Columnists
Texas History Minute -- Autry
By Ken Bridges
Sep 3, 2024
Print this page
Email this article

He was called "America’s Favorite Cowboy" and the "Singing Cowboy." Though he was not the first western star of either movies or music, Texas native Gene Autry became a favorite across the nation from the 1930s through the 1950s. He became so popular that a host of communities across North Texas and southern Oklahoma scrambled to proclaim themselves his hometown. Autry’s heartwarming songs and movies became a staple for generations of Americans and helped craft the image of how Americans see the Old West.

Orvon Grover Autry was born outside Tioga in Grayson County in 1907.  His grandfather was a Methodist preacher, and his parents were ranchers.  They would all have a profound impact on his outlook on life.  The family moved several times, eventually ending up owning a ranch in southern Oklahoma.

He graduated high school in 1925 and took a job as a telegraph operator.  He had an opportunity to play minor league baseball, but he declined and took up music instead.  He often practiced guitar and singing while manning his telegraph station late at night, a move that eventually cost him his job.  In 1928, he traveled to New York to audition for a record label.  He failed.  He returned to Oklahoma and picked up a job singing on a Tulsa radio station.  By the next year, Columbia Records signed him to a contract.

Autry recorded 640 songs and wrote more than 300.  Ultimately, more than 100 million copies of his albums were sold.  He appeared in his first movie, In Old Santa Fe, in 1934.  He would appear in more than ninety films, usually portraying a light-hearted singing cowboy.   From 1936 to 1942, he was the top western actor in the country.  Autry co-wrote "Back in the Saddle Again” with Ray Whitley in 1939.  It immediately became a hit, and Autry performed it for the rest of his career.  This followed with a popular radio program, Gene Autry’s Melody Ranch, which ran from 1940 to 1943 and from 1945 to 1956.  He was nominated for an Academy Award in 1942 for Best Original Song for the 1941 melody “Ridin’ on a Rainbow” from the film of the same name.
In 1941, the small community of Berwyn, Oklahoma, renamed itself Gene Autry in honor of the star who had spent some of his formative years in nearby communities.  Autry performed his radio show for the community at the dedication in appreciation for the honor.

Autry prided himself on his patriotism.  In 1942, during World War II, and at the height of his fame, Autry decided he needed to do his part for his country at war.  He enlisted in the U. S. Army Air Force, eventually becoming a C-109 transport pilot.  He rose to the rank of tech sergeant and flew many difficult missions through the Himalayas to deliver supplies to allied Chinese troops fighting Japan.

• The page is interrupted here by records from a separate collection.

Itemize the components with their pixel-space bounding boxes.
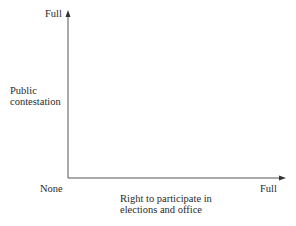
x-axis-label-line2: elections and office	[120, 204, 202, 216]
x-axis-arrow-icon	[279, 176, 286, 181]
y-axis-arrow-icon	[66, 10, 71, 17]
origin-label: None	[40, 183, 63, 195]
x-axis-end-label: Full	[260, 183, 277, 195]
y-axis-label-line2: contestation	[10, 96, 61, 108]
y-axis-top-label: Full	[45, 8, 62, 20]
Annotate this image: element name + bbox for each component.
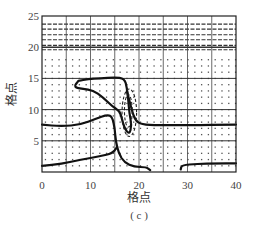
- x-tick-label: 10: [85, 179, 97, 191]
- y-tick-label: 25: [28, 10, 40, 22]
- contour-chart: 010203040 510152025 格点 格点 ( c ): [0, 0, 256, 228]
- y-tick-label: 10: [28, 104, 40, 116]
- y-axis-ticks: 510152025: [28, 10, 40, 147]
- x-tick-label: 30: [182, 179, 194, 191]
- x-axis-label: 格点: [127, 190, 151, 205]
- x-axis-ticks: 010203040: [39, 179, 242, 191]
- x-tick-label: 40: [231, 179, 243, 191]
- figure-caption: ( c ): [130, 209, 148, 222]
- left-middle-contour: [42, 115, 150, 170]
- y-tick-label: 5: [34, 135, 40, 147]
- right-middle-contour: [127, 91, 236, 125]
- y-tick-label: 15: [28, 72, 40, 84]
- y-axis-label: 格点: [4, 82, 19, 106]
- x-tick-label: 20: [134, 179, 146, 191]
- y-tick-label: 20: [28, 41, 40, 53]
- x-tick-label: 0: [39, 179, 45, 191]
- bottom-left-contour: [42, 147, 117, 166]
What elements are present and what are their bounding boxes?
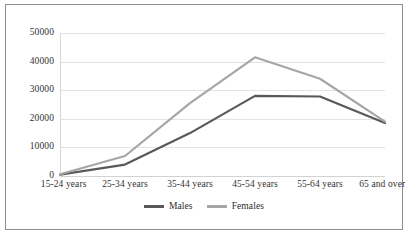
y-axis-tick-label: 30000 bbox=[16, 85, 54, 95]
y-axis-tick-label: 20000 bbox=[16, 114, 54, 124]
gridline bbox=[60, 176, 385, 177]
y-axis-tick-label: 10000 bbox=[16, 143, 54, 153]
plot-area bbox=[60, 33, 385, 176]
legend-label: Females bbox=[232, 202, 264, 212]
legend-label: Males bbox=[169, 202, 193, 212]
series-line-females bbox=[60, 57, 385, 174]
legend-swatch-icon bbox=[144, 205, 164, 208]
legend-item-males[interactable]: Males bbox=[144, 202, 193, 212]
y-axis-tick-label: 40000 bbox=[16, 57, 54, 67]
x-axis-tick-label: 65 and over bbox=[359, 179, 405, 190]
x-axis-tick-label: 25-34 years bbox=[102, 179, 148, 190]
series-layer bbox=[60, 33, 385, 176]
chart-legend: MalesFemales bbox=[16, 202, 392, 212]
series-lines bbox=[60, 57, 385, 174]
legend-swatch-icon bbox=[207, 205, 227, 208]
x-axis-tick-label: 35-44 years bbox=[167, 179, 213, 190]
x-axis-tick-label: 55-64 years bbox=[297, 179, 343, 190]
chart-figure: 01000020000300004000050000 15-24 years25… bbox=[0, 0, 408, 237]
x-axis-ticks: 15-24 years25-34 years35-44 years45-54 y… bbox=[60, 179, 385, 195]
chart-area: 01000020000300004000050000 15-24 years25… bbox=[16, 14, 392, 220]
legend-item-females[interactable]: Females bbox=[207, 202, 264, 212]
series-line-males bbox=[60, 96, 385, 175]
x-axis-tick-label: 45-54 years bbox=[232, 179, 278, 190]
y-axis-tick-label: 50000 bbox=[16, 28, 54, 38]
x-axis-tick-label: 15-24 years bbox=[41, 179, 87, 190]
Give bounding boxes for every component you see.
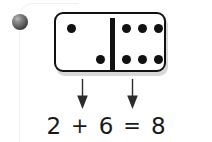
domino-divider-line xyxy=(110,18,115,70)
equals-sign: = xyxy=(123,116,141,137)
arrow-down-icon xyxy=(76,79,89,110)
first-addend: 2 xyxy=(46,115,61,138)
domino-tile xyxy=(54,12,168,74)
addition-equation: 2 + 6 = 8 xyxy=(0,112,212,140)
domino-pip xyxy=(154,24,163,33)
sum-value: 8 xyxy=(151,115,166,138)
domino-pip xyxy=(138,55,147,64)
domino-pip xyxy=(96,55,105,64)
domino-addition-worksheet: 2 + 6 = 8 xyxy=(0,0,212,142)
domino-pip xyxy=(122,24,131,33)
sphere-bullet-icon xyxy=(12,14,28,30)
domino-pip xyxy=(67,24,76,33)
domino-body xyxy=(54,12,166,72)
domino-pip xyxy=(122,55,131,64)
second-addend: 6 xyxy=(99,115,114,138)
arrow-down-icon xyxy=(126,79,139,110)
plus-sign: + xyxy=(71,116,89,137)
domino-pip xyxy=(154,55,163,64)
domino-pip xyxy=(138,24,147,33)
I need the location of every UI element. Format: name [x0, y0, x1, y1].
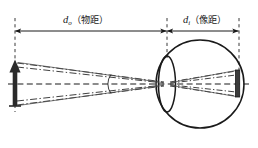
- retina-image-bar: [236, 70, 240, 97]
- label-image-distance: di（像距）: [183, 15, 226, 27]
- label-object-distance: do（物距）: [63, 15, 108, 27]
- image-distance-text: （像距）: [190, 14, 226, 25]
- object-distance-text: （物距）: [72, 14, 108, 25]
- optics-diagram-canvas: do（物距） di（像距）: [0, 0, 258, 148]
- object-arrow: [9, 60, 21, 107]
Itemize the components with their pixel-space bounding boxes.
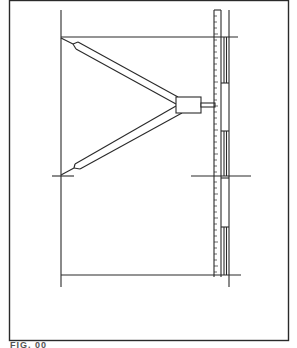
lower-arm <box>61 106 182 175</box>
figure-frame <box>10 1 289 341</box>
upper-arm <box>61 38 178 104</box>
slider-block <box>176 97 201 113</box>
linkage-diagram <box>0 0 297 348</box>
graduated-scale <box>214 10 229 287</box>
figure-caption: FIG. 00 <box>10 342 47 348</box>
slider-stem <box>201 103 215 107</box>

As World War II came to a close, he began recording a string of his most iconic songs, popular decades later.  In 1945, he released “Don’t Fence Me In” and released “Here Comes Santa Claus” in 1948.  One of his most popular songs was his rendition of “Rudolph the Red-Nosed Reindeer.”  Autry initially declined to record it, but his wife convinced him otherwise, believing that children would enjoy it.  The song shot up to the top position on the charts for the 1949 Christmas season.  His Christmas songs were so popular that they are inescapable part of the season even decades later.

In 1950, his radio show was adapted to TV as The Gene Autry Show, which ran until 1956 on CBS.  After the early 1960s, he largely retired from performing to concentrate on his business interests.  He owned several radio stations and bred horses for rodeos.  In 1963, he bought Los Angeles television station KTLA for $12 million.  He sold it for $245 million in 1982.

In 1961, he became owner of the Los Angeles Angels as Major League Baseball expanded to the West Coast.  The team won the division three times but never won the World Series while Autry owned the team.  “Win one for the cowboy!” became a popular rallying cry for Angels fans for years.

He released his autobiography, Back in the Saddle Again, in 1976.  In honor of his stewardship of the Angels, Autry became vice-president of the American League starting in 1983.  He founded the Gene Autry Western Heritage Museum in Los Angeles in 1988.
He died at his home in California in 1998 at age 91.  His songs have been featured in nearly 200 movies and television shows, leaving a long legacy of music for fans around the world.